Anar Salimkhanov
Anar Salimkhanov

Reputation: 847

How to remove a row from a query result set in SQLAlchemy?

I need a function that does something like:

query = Member.query.filter(Member.age > 3)
query = filter_query(query)

def filter_query(query):
    for q in query:
        if not q.someAttr == "someValue":
            query.remove(q) # <-- this doesn't work. is there anything similar?
    return query

Please, don't ask why I need this. It's a long story )

UPDATE

I decided to use maybe not the most beautiful but still a solution that works for now.

query = Member.query.filter(Member.age > 3)
query = filter_query(query)

def filter_query(query):
    id_list = []
    for q in query:
        if q.someAttr == "someValue":
            id_list.append(q.id)
    return Member.query.filter(Member.id.in_(id_list))

Upvotes: 0

Views: 1488

Answers (1)

snakecharmerb
snakecharmerb

Reputation: 55669

The problem is that a query must be run in Sqlite which includes an ILIKE filter on non-ASCII text, but the default Sqlite build does not support case-insensitive matching on such text.

One possible workaround is to store a case-normalised copy of the text in another column. This assumes that doubling the storage for the text is not an issue.

A simple way to do this would look like this:

class Likeable(Base):
    __tablename__ = 'likeable'

    id = sa.Column(sa.Integer, primary_key=True)
    name = sa.Column(sa.String(32))
    lowercase_name = sa.Column(sa.String(32))

Instances can be created like this:

likeable = Likeable(name='Россия', lowercase_name='россия') 

and queried like this

session.query(Likeable).filter(Likeable.lowercase_name.like('р%'))

This is ok, but requires that name and lowercase_name are always updated simultaneously. We can get around this by masking lowercase_name with a hybrid property, and intercepting assignments to name with an attribute listener. The listener detects when name is modified and passes the new value to lowercase_name's setter.

import sqlalchemy as sa
from sqlalchemy.ext.declarative import declarative_base
from sqlalchemy.ext.hybrid import hybrid_property
from sqlalchemy.orm import Session


Base = declarative_base()


class Likeable(Base):
    __tablename__ = 'likeable'

    id = sa.Column(sa.Integer, primary_key=True)
    name = sa.Column(sa.String(32))
    _lowercase_name = sa.Column(sa.String(32))

    def __repr__(self):
        return f"Likeable(name='{self.name}', lowercase_name='{self.lowercase_name}')"

    @hybrid_property
    def lowercase_name(self):
        return self._lowercase_name

    @lowercase_name.setter
    def lowercase_name(self, value):
        # str.casefold is preferred over str.lower for case-insensitive matching
        # https://docs.python.org/3/library/stdtypes.html#str.casefold
        self._lowercase_name = value.casefold()


@sa.event.listens_for(Likeable.name, 'set')
def receive_set(target, value, oldvalue, initiator):
    target.lowercase_name = value

Running this code:

engine = sa.create_engine('sqlite:///', echo=True)
Base.metadata.create_all(bind=engine)

session = Session(bind=engine)
likeables = [Likeable(name=n) for n in ['Россия', 'Русский', 'Французский']]
session.add_all(likeables)
session.commit()
session.close()

session = Session(bind=engine)
q = session.query(Likeable).filter(Likeable.lowercase_name.like('р%'))
for r in q:
    print(r)
session.close()

Produces this output:

Likeable(name='Россия', lowercase_name='россия')
Likeable(name='Русский', lowercase_name='русский')

This is demonstration code. For production, you would want to add checks to ensure that name and lowercase_name can't get out of sync.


## PROBLEM TO WORK ON
Lines below containing the word "tree" should be copied out.

## DATA FOR REVIEW

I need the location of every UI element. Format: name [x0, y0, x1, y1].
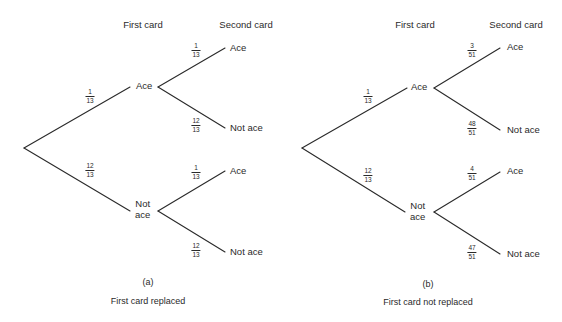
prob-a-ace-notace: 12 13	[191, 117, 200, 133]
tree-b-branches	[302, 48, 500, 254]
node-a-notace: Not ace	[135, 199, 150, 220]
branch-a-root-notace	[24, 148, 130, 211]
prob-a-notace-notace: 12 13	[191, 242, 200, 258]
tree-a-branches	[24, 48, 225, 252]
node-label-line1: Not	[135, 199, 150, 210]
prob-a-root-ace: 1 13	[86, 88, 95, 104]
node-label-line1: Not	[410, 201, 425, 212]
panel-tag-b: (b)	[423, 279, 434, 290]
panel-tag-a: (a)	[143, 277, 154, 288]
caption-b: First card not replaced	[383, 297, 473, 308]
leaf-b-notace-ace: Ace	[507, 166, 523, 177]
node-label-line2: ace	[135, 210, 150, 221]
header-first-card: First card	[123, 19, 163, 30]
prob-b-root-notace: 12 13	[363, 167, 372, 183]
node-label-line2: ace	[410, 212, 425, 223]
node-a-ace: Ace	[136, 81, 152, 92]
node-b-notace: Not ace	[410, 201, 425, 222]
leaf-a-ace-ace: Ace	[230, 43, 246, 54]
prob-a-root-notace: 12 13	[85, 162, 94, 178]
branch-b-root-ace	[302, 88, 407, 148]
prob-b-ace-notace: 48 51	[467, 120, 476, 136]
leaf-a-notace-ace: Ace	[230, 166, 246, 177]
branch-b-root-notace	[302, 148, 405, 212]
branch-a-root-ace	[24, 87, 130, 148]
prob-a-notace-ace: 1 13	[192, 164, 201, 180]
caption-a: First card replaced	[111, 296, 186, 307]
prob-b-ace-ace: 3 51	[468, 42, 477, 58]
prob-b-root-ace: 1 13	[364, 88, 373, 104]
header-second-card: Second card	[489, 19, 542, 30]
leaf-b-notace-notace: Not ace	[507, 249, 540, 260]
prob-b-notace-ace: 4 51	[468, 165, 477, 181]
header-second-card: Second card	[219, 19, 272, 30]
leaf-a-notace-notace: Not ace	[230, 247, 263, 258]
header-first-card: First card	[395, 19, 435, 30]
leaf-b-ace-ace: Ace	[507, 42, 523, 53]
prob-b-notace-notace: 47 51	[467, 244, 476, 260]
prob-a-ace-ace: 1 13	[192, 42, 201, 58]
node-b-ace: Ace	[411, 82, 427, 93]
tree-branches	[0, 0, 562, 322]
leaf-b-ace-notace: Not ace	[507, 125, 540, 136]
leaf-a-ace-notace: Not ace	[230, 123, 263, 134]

## OUTPUT BELOW
tree-b-branches	[302, 48, 500, 254]
tree-a-branches	[24, 48, 225, 252]
tree-branches	[0, 0, 562, 322]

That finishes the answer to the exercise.